● Assignment
Which lines to output? The line containing "Describe the element at coordinates (77, 152)" and every line after it in the data below, each copied exactly.

● Provided material

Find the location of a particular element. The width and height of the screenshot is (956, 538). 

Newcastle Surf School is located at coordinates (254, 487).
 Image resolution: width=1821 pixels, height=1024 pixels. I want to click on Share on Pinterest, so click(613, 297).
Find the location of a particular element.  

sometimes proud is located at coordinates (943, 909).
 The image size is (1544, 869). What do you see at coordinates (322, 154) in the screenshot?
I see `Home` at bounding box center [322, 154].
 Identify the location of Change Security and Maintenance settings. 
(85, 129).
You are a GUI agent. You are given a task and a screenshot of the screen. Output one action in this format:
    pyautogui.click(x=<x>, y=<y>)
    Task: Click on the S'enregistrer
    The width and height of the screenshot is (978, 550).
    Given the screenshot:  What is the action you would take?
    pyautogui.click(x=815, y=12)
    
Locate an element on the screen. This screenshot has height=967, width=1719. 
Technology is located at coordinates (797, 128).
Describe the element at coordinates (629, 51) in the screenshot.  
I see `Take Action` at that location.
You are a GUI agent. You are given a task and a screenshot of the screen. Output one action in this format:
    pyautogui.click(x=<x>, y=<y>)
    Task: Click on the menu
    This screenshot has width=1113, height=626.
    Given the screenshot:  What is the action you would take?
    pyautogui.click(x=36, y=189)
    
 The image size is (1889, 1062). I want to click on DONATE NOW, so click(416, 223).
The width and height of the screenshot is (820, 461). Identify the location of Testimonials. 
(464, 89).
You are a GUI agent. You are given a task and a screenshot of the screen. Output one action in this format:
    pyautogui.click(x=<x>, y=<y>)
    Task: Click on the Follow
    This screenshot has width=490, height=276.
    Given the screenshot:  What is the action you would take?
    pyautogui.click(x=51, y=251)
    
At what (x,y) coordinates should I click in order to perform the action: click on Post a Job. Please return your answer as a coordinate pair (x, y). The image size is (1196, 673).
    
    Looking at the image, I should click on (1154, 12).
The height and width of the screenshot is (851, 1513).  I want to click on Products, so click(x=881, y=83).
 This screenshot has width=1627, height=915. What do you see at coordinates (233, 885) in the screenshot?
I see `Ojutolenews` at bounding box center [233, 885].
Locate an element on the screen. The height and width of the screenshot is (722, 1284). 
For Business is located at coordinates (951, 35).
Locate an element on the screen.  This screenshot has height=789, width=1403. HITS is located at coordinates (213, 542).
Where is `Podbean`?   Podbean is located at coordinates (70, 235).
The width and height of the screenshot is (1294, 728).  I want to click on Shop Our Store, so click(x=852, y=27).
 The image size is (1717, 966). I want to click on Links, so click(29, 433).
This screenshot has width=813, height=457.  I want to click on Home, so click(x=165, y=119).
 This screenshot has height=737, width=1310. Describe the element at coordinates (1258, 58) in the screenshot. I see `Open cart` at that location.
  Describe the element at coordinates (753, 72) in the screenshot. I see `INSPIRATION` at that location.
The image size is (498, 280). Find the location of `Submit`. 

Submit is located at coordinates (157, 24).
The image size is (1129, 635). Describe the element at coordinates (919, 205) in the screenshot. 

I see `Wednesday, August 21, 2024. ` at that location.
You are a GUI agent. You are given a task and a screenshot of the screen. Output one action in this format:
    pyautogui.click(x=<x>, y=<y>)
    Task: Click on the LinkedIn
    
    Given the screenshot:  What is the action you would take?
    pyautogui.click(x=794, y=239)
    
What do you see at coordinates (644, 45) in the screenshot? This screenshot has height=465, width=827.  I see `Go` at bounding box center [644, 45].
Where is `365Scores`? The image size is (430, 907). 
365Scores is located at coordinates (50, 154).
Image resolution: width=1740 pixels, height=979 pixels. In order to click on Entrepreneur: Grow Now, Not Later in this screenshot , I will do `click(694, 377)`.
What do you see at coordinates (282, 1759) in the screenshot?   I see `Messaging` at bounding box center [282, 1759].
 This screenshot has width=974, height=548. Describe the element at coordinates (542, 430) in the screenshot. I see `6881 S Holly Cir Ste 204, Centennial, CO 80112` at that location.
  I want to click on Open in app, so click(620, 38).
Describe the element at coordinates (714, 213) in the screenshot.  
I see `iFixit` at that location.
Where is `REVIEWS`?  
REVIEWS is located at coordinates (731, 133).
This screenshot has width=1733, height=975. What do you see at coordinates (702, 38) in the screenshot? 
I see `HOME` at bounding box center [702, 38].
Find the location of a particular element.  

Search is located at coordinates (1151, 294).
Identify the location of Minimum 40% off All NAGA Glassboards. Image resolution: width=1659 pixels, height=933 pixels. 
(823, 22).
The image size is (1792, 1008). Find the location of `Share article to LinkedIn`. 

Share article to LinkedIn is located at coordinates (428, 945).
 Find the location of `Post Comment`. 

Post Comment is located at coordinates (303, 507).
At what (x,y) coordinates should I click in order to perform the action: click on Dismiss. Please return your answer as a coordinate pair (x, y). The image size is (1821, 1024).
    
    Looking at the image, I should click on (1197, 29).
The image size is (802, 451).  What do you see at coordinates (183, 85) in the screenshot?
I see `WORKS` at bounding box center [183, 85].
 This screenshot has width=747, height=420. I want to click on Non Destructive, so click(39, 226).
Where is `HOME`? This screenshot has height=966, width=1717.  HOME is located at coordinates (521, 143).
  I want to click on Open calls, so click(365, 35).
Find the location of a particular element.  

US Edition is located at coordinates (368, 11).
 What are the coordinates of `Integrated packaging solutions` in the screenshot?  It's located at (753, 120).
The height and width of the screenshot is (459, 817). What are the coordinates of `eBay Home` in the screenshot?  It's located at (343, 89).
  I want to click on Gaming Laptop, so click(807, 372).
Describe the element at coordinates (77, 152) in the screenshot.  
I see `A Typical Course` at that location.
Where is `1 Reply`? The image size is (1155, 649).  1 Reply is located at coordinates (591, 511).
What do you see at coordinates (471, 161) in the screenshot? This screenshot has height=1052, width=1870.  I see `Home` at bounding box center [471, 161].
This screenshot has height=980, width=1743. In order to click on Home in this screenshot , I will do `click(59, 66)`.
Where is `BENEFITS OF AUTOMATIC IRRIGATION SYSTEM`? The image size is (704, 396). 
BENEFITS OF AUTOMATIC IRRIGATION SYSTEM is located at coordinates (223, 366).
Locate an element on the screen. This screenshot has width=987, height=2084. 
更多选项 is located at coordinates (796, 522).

● Answer box
Describe the element at coordinates (77, 152) in the screenshot.  
I see `A Typical Course` at that location.
Where is `1 Reply`? The image size is (1155, 649).  1 Reply is located at coordinates (591, 511).
What do you see at coordinates (471, 161) in the screenshot? This screenshot has height=1052, width=1870.  I see `Home` at bounding box center [471, 161].
This screenshot has height=980, width=1743. In order to click on Home in this screenshot , I will do `click(59, 66)`.
Where is `BENEFITS OF AUTOMATIC IRRIGATION SYSTEM`? The image size is (704, 396). 
BENEFITS OF AUTOMATIC IRRIGATION SYSTEM is located at coordinates (223, 366).
Locate an element on the screen. This screenshot has width=987, height=2084. 
更多选项 is located at coordinates (796, 522).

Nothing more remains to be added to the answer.